Editorial column
Seeing community organizing globally gives us lessons for today
Cameron Conner provided columns on community organizing in several countries working as a Watson Fellow in the past year. He continues to reflect on his experiences and the power of community organizing in an upcoming series of columns.
After a year working with organizers in Spain, England, South Africa, the Philippines and Peru, I returned in mid-August to a country that appeared to be tearing itself apart. I had spent a year trying to understand spaces where people felt like they had power and a vision for the future. Now, I was faced with making sense of the anger, distrust and growing fault lines in my own country.
The election showed that something fundamental is shifting in the United States. Frustration with the status quo, distrust of public institutions, and a sense of being both stuck and powerless has emerged as the pervasive feeling across many demographics.
The lesson of my work with organizers was, "It doesn't have to be this way."
From community members in the Philippines celebrating the construction of 2,000 new homes for the Urban Poor Alliance to assemblies of nurses, teachers and parent-leaders in the United Kingdom taking on directors in the National Health Society, I found that where people had agency, they had hope.
Even though anger, resentment and distrust seemed to be on the rise in every country I visited, I found the best antidote where people felt like they had the power to hold their public institutions and officials accountable and that they were living out values of civic virtue and cooperation by organizing.
People with this type of power saw themselves as entitled to demand a say in their society.

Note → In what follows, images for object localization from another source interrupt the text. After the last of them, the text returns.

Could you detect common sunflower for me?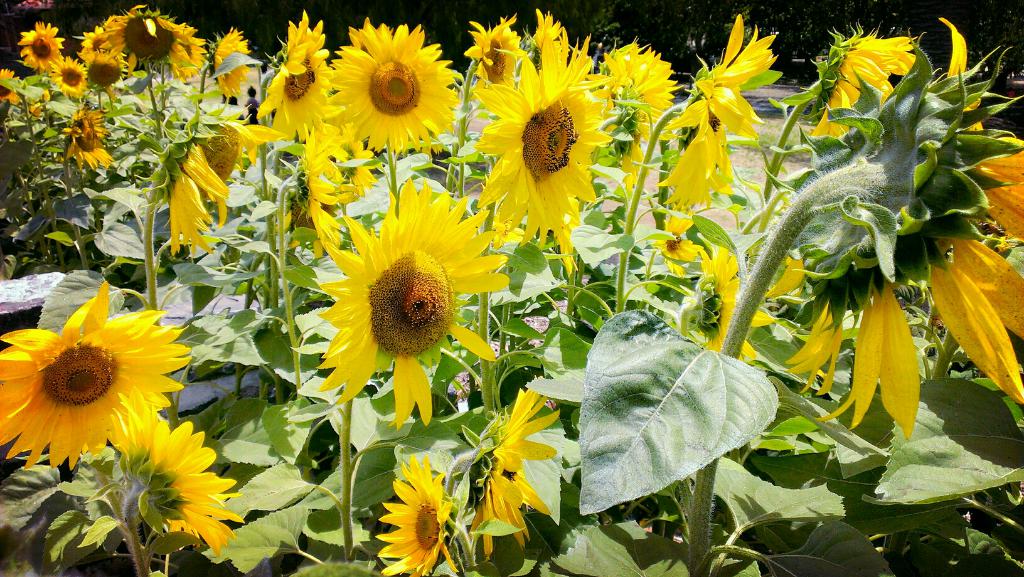
Detection result: (x1=479, y1=402, x2=564, y2=533).
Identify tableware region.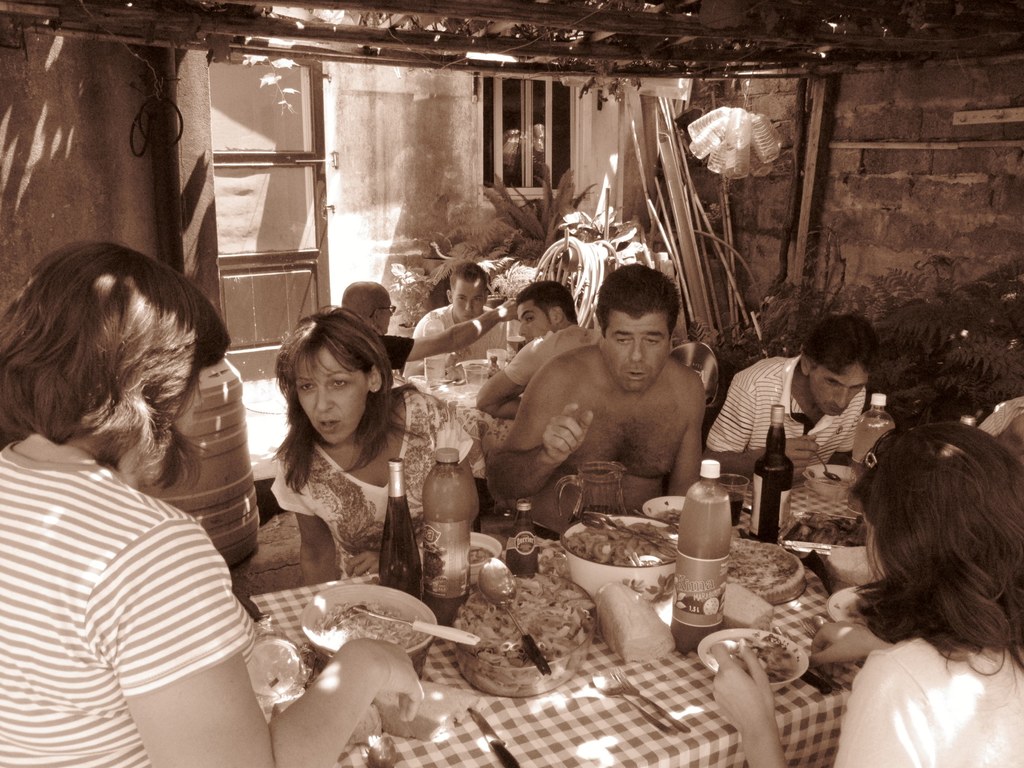
Region: 796,620,817,636.
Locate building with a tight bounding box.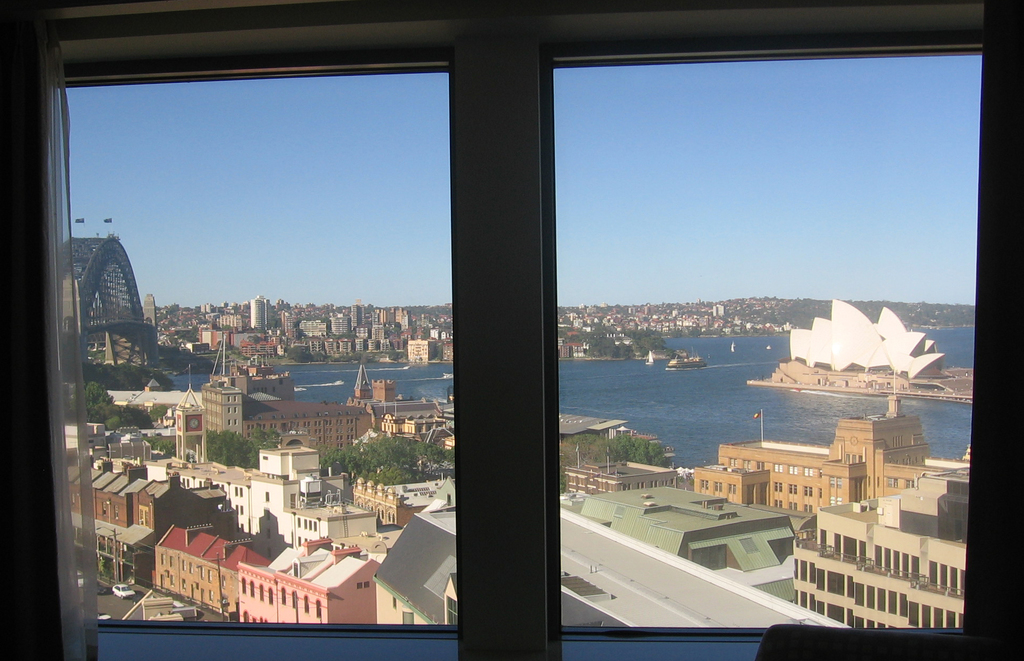
x1=785, y1=293, x2=942, y2=379.
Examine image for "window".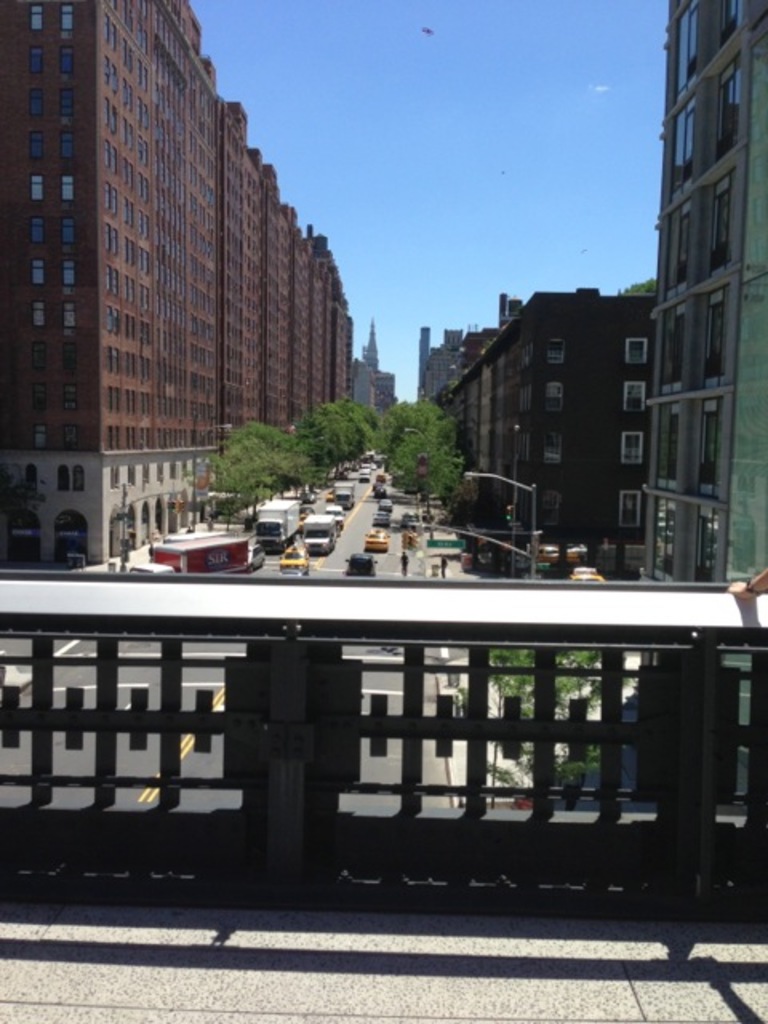
Examination result: bbox(670, 101, 696, 205).
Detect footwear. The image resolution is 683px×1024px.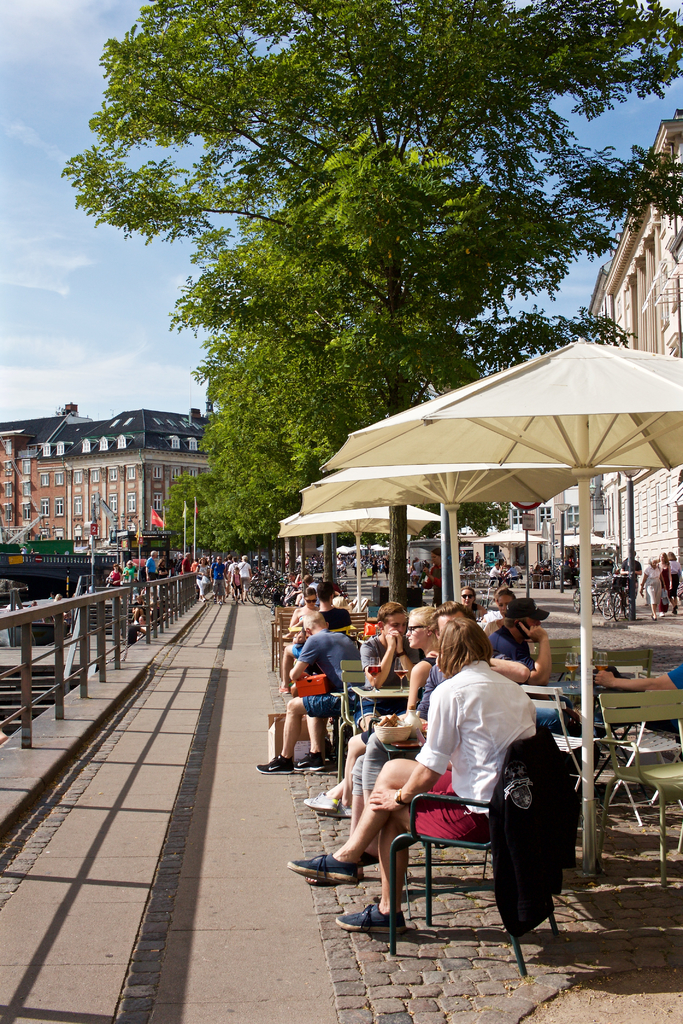
crop(297, 788, 342, 813).
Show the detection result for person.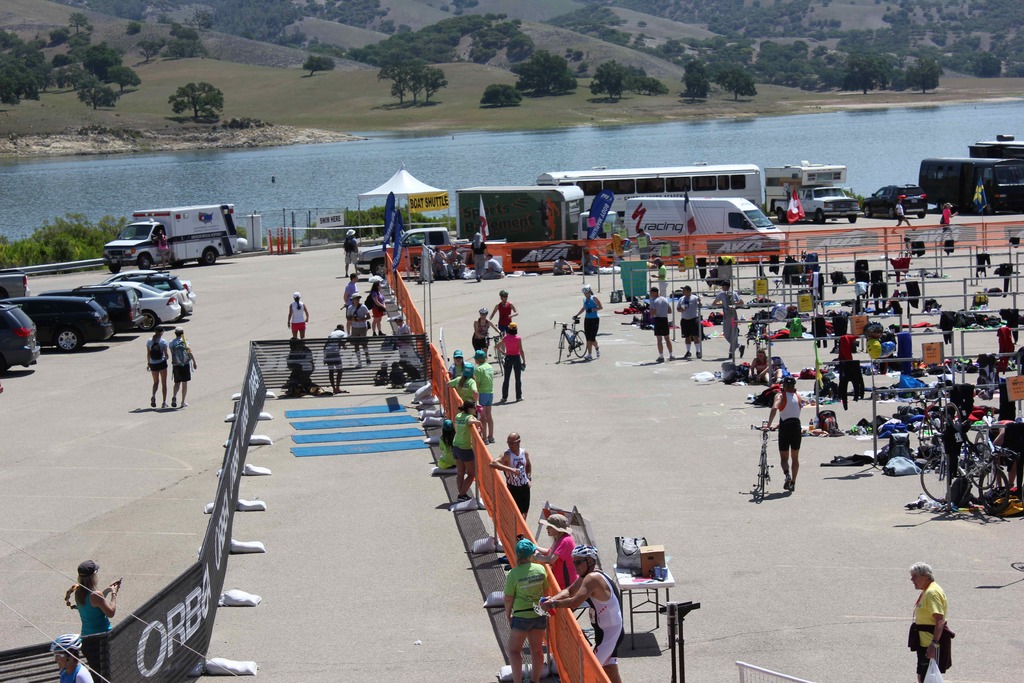
bbox(286, 337, 316, 378).
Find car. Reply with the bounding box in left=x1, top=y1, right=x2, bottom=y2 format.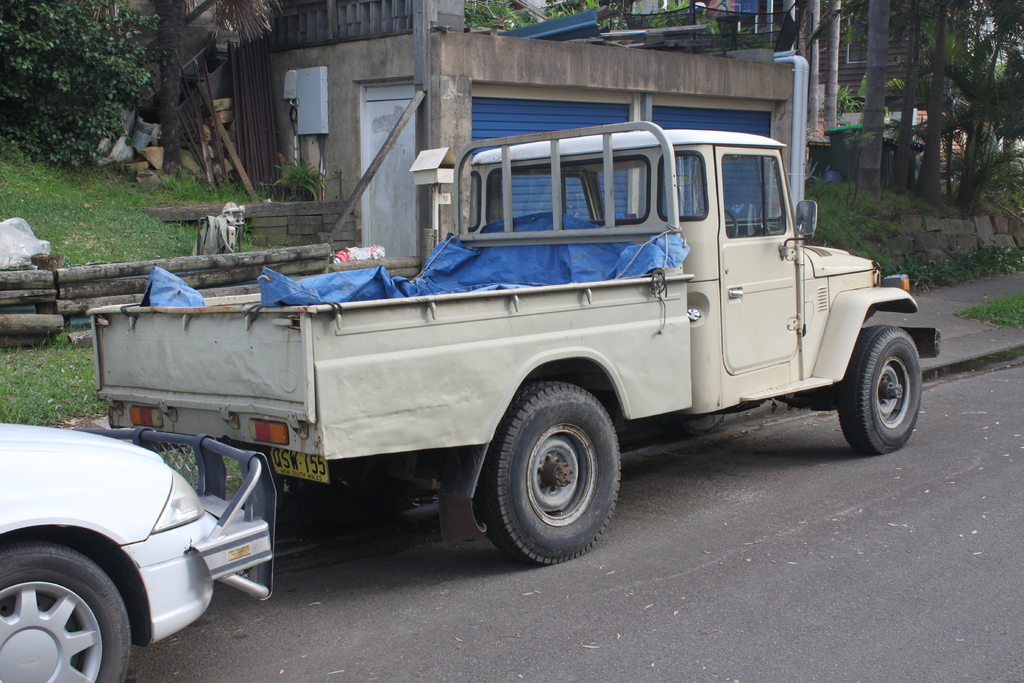
left=0, top=414, right=280, bottom=682.
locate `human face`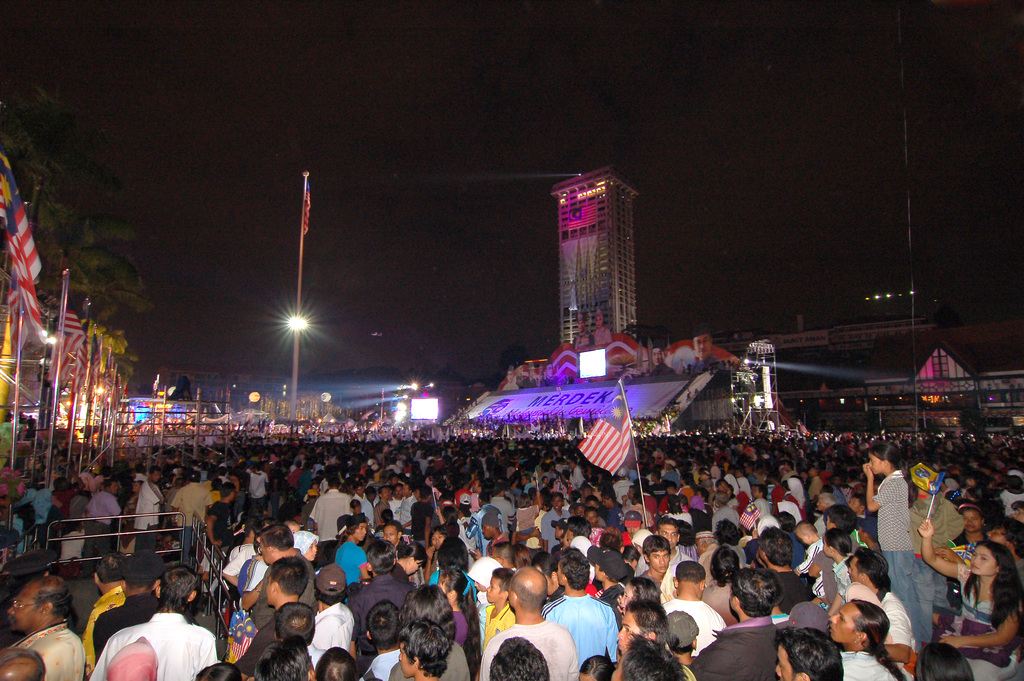
829 603 854 641
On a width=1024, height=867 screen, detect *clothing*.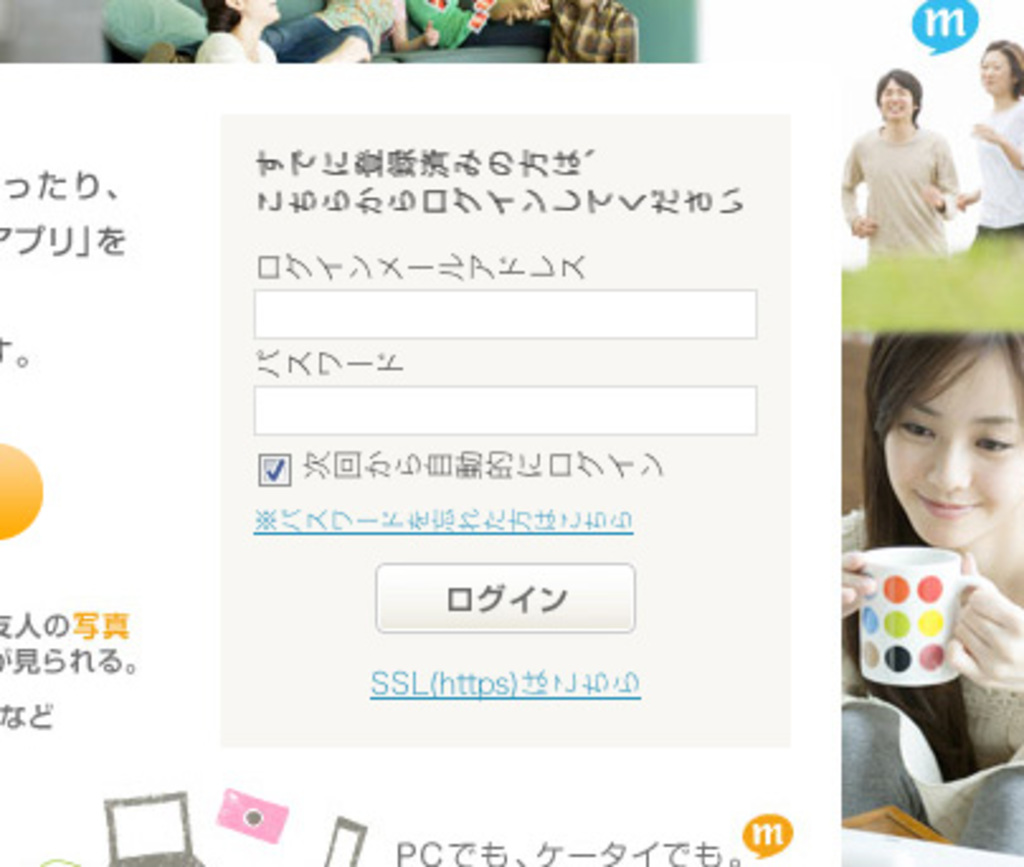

These were citizens who had begun to lay their hands on the levers of power that a constitutional democracy puts at their disposal.
I seek to reflect on the lessons gathered from organizers across the globe and to apply them to the new political context we now face. I seek to make sense of the world through a new narrative that chronicles how people in the last 75 years gained power, lost it and forgot why it matters. From the stories I heard, what is the common thread that can guide us forward?
At the heart of this narrative is a central argument that the challenges we face will not be solved by finding and electing better leaders. They will be solved by investing in the peoples' ability to once again build enough power to hold their representatives accountable and ensure our interests are the ones driving the agenda. Our problems will be solved by us becoming better citizens.
I am able to explore these ideas in my work as a visiting fellow and professor of the practice through June at Tisch College of Civic Life at Tufts University. We exist at the crux of a great experiment.
Abraham Lincoln, facing a parallel inflection point in American history, once distilled the nature of this challenge in a conversation with his secretary John Hay: "The central idea pervading this struggle is the necessity upon us of proving that popular government is not an absurdity... If we fail it will go far to prove the incapability of the people to govern themselves."
We face a similar challenge today, with the same stakes.
In upcoming columns, I will explore 1) How did we get here? The story of why we, the people, gave up our power. 2) Where should we go? Democracy is a tool worth saving. What then must we do and how do we get there?
The work ahead of us is to restore faith in the conviction that our human ability for self-government is not absurd. This will not be done by finding and electing to office a Messiah who will lead us out of the wilderness. Rather, it will be by teaching ordinary people to better their lives by becoming political beings and by making power responsive to their hopes and needs.